Data reflects the change in ratings momentum. Fitch, for example, upped six emerging sovereigns last year, versus 18 and 13 upgrades respectively in 2011 and 2010. Negative outlooks are now twice as common as positive, a sea change from late 2011.
The picture is similar for S&P, which upgraded 10 emerging ratings in 2012 versus 19 in 2011. So far this year it has raised four emerging market sovereigns while cutting seven.
The Fed and China have crystallised existing worries over slower growth and weaker balance sheets, which as Brazil and Turkey show, can lead to a rise in political risk.
Of the giant BRICS economies, India is in danger of losing its investment grade rating. South Africa also faces a downgrade while China saw its local debt rating cut this year.
S&P’s Managing Director for Sovereign Ratings Marie Cavanaugh said successful reforms in many Latin American and Asian countries had put them on a stronger footing. Some, such as Mexico, are actually now embracing long-delayed reform.
But the backdrop is changing, Cavanaugh warned: “Many emerging markets are dealing with shifts in cross-border capital flows and the challenges of economic rebalancing.”
Reforms
Big changes have occurred in emerging markets since the turn of the century that should mean they are more robust than in the crisis years of the late 1990s. These include the free float of many currencies, healthy public debt ratios, and trillions of dollars in central bank vaults.
J.P. Morgan notes that almost two-thirds of countries included its flagship emerging bond index, the EMBI Global, are now rated investment-grade, compared with just 2% when the index was launched in 1993.
Yet, after an initial reform spurt, relatively few countries have used the good times to improve infrastructure, labour markets and tax collection, or reduce reliance on commodities.
BofA-Merrill Lynch Global Research’s Head of EEMEA Fixed Income Strategy David Hauner says the 30 commodity exporters he tracks enjoyed a quadrupling of terms of trade since 2012.

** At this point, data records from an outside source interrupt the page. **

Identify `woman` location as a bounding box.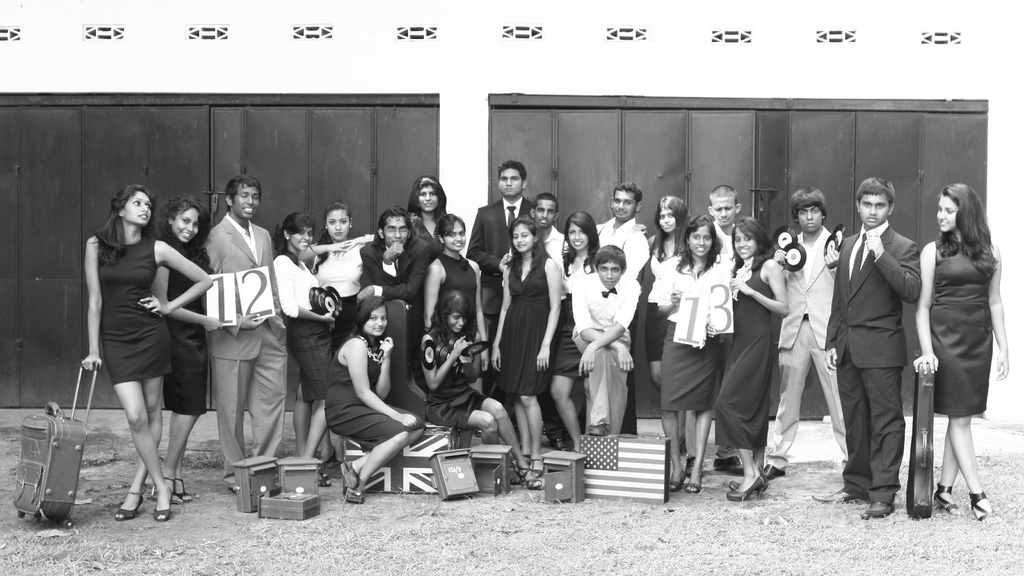
[655,209,744,491].
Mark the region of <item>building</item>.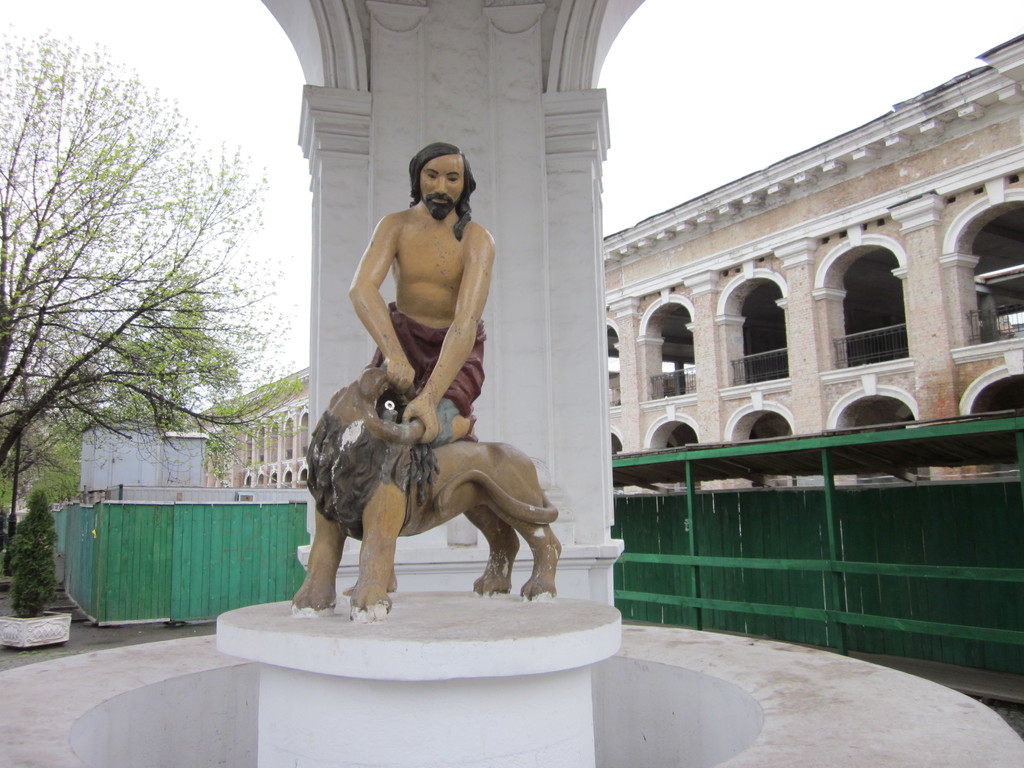
Region: rect(197, 36, 1023, 493).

But widely used indices measuring corruption or ease of business show only a third have adopted any meaningful reform.
“Commodity prices explain a good part of the improvement in these countries’ current account and fiscal balances,” he said.
As the tide of easy money ebbs, the high-spending growth model will become unfeasible for many. Hauner uses Russia as an example, noting the budget deficit excluding oil now equates to 10% of economic output; double its 2007 level.
The average EM current account balance stands at below 1%, a third of pre-crisis levels, Morgan Stanley says.
“You have to ask: are interest rates in line with financing needs?” Hauner said. “If they are lower, their policies are not sustainable: they are a gift of (U.S. money printing).”